Report: Vevo Walking Away From YouTube Would Be Bad For Both Companies
Vevo founder Doug Morris, the CEO of Sony Music Entertainment, has warned Google to sweeten the deal between YouTube and Vevo, or the online music video giant will take its videos elsewhere.
Morris issued the warning in a Q&A with the Los Angeles Times’ Alex Pham.
“[YouTube is] just extracting too much money for the enterprise to work properly,” Morris said. “The videos are expensive to produce. And there are many mouths to feed on our end. You have to pay the artist, the record companies, the publishers.”
Morris does not disclose the ad revenue split, YouTube and Vevo have a very different deal than most YouTube partners, which usually give YouTube up to a 50 percent split for one of their uploaded videos. Whereas YouTube usually sells those ads, Vevo sells its own and pays a fee to be on the YouTube platform.
Forbes’ Michael Humphrey says this begs two questions: does Vevo need to be on YouTube if it controls its own audience and sells its own ads? Does YouTube need Vevo when it already has trillions of views each year?
Humphrey argues that Vevo needs YouTube because YouTube is synonymous with online video on every device: television, mobile phone, iPad and laptop/personal computer. Vevo also benefits from YouTube’s ease of sharing and searching, he says.
Although a lot of Vevo’s sharing already happens on Facebook, the question becomes how well sharing would move off of Facebook if Vevo decided to relocate there. “Living in a giant walled garden is not the same as living in the world, as much as Facebook would like that to not be true,” Humphrey says.
Meanwhile, YouTube needs Vevo’s quality content, he claims. Vevo is by far the most-watched channel on YouTube, amassing 618 million views alone in May. This makes it the standout example of quality content for a site that wants to become more like a TV network. If Vevo left YouTube, Humphrey adds that music video piracy would also come back in force, which would be a headache for the labels backing the music video giant.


HOW TO COMPLETE THIS TASK:
Every single entry that follows must be copied exactly.

_____

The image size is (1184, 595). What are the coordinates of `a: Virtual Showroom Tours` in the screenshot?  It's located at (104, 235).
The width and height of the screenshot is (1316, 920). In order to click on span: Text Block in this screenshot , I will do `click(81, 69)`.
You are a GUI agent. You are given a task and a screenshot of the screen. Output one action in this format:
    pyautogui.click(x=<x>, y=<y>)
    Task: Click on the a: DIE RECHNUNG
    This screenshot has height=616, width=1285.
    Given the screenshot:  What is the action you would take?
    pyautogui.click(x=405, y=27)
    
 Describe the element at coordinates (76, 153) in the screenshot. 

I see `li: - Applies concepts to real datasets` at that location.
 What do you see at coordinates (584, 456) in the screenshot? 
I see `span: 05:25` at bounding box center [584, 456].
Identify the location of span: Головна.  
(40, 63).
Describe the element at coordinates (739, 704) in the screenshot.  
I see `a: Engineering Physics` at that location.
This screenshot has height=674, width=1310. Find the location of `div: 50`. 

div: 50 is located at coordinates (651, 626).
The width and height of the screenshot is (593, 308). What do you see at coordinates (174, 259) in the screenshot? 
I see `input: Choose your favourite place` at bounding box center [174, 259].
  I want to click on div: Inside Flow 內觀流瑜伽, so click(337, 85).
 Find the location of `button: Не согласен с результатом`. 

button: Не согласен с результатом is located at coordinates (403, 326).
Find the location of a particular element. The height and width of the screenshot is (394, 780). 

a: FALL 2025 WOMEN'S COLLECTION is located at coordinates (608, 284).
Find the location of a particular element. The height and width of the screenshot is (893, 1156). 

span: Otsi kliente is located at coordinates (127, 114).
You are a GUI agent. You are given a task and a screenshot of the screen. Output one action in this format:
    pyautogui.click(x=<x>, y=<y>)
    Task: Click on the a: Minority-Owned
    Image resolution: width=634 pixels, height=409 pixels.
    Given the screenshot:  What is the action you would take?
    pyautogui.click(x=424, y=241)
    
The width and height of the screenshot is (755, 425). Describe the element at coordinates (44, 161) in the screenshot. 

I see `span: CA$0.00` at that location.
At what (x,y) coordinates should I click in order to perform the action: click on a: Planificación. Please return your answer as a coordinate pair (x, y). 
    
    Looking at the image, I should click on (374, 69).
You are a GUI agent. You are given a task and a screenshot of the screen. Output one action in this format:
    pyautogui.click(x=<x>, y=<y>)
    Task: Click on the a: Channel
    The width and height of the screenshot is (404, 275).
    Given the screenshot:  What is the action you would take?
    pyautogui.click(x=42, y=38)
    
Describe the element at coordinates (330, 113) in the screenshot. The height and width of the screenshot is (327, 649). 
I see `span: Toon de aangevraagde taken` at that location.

_____

ANSWER SECTION:
The image size is (1184, 595). What are the coordinates of `a: Virtual Showroom Tours` in the screenshot?  It's located at (104, 235).
The width and height of the screenshot is (1316, 920). In order to click on span: Text Block in this screenshot , I will do `click(81, 69)`.
You are a GUI agent. You are given a task and a screenshot of the screen. Output one action in this format:
    pyautogui.click(x=<x>, y=<y>)
    Task: Click on the a: DIE RECHNUNG
    This screenshot has height=616, width=1285.
    Given the screenshot:  What is the action you would take?
    pyautogui.click(x=405, y=27)
    
 Describe the element at coordinates (76, 153) in the screenshot. 

I see `li: - Applies concepts to real datasets` at that location.
 What do you see at coordinates (584, 456) in the screenshot? 
I see `span: 05:25` at bounding box center [584, 456].
Identify the location of span: Головна.  
(40, 63).
Describe the element at coordinates (739, 704) in the screenshot.  
I see `a: Engineering Physics` at that location.
This screenshot has height=674, width=1310. Find the location of `div: 50`. 

div: 50 is located at coordinates (651, 626).
The width and height of the screenshot is (593, 308). What do you see at coordinates (174, 259) in the screenshot? 
I see `input: Choose your favourite place` at bounding box center [174, 259].
  I want to click on div: Inside Flow 內觀流瑜伽, so click(337, 85).
 Find the location of `button: Не согласен с результатом`. 

button: Не согласен с результатом is located at coordinates (403, 326).
Find the location of a particular element. The height and width of the screenshot is (394, 780). 

a: FALL 2025 WOMEN'S COLLECTION is located at coordinates (608, 284).
Find the location of a particular element. The height and width of the screenshot is (893, 1156). 

span: Otsi kliente is located at coordinates (127, 114).
You are a GUI agent. You are given a task and a screenshot of the screen. Output one action in this format:
    pyautogui.click(x=<x>, y=<y>)
    Task: Click on the a: Minority-Owned
    Image resolution: width=634 pixels, height=409 pixels.
    Given the screenshot:  What is the action you would take?
    pyautogui.click(x=424, y=241)
    
The width and height of the screenshot is (755, 425). Describe the element at coordinates (44, 161) in the screenshot. 

I see `span: CA$0.00` at that location.
At what (x,y) coordinates should I click in order to perform the action: click on a: Planificación. Please return your answer as a coordinate pair (x, y). 
    
    Looking at the image, I should click on (374, 69).
You are a GUI agent. You are given a task and a screenshot of the screen. Output one action in this format:
    pyautogui.click(x=<x>, y=<y>)
    Task: Click on the a: Channel
    The width and height of the screenshot is (404, 275).
    Given the screenshot:  What is the action you would take?
    pyautogui.click(x=42, y=38)
    
Describe the element at coordinates (330, 113) in the screenshot. The height and width of the screenshot is (327, 649). 
I see `span: Toon de aangevraagde taken` at that location.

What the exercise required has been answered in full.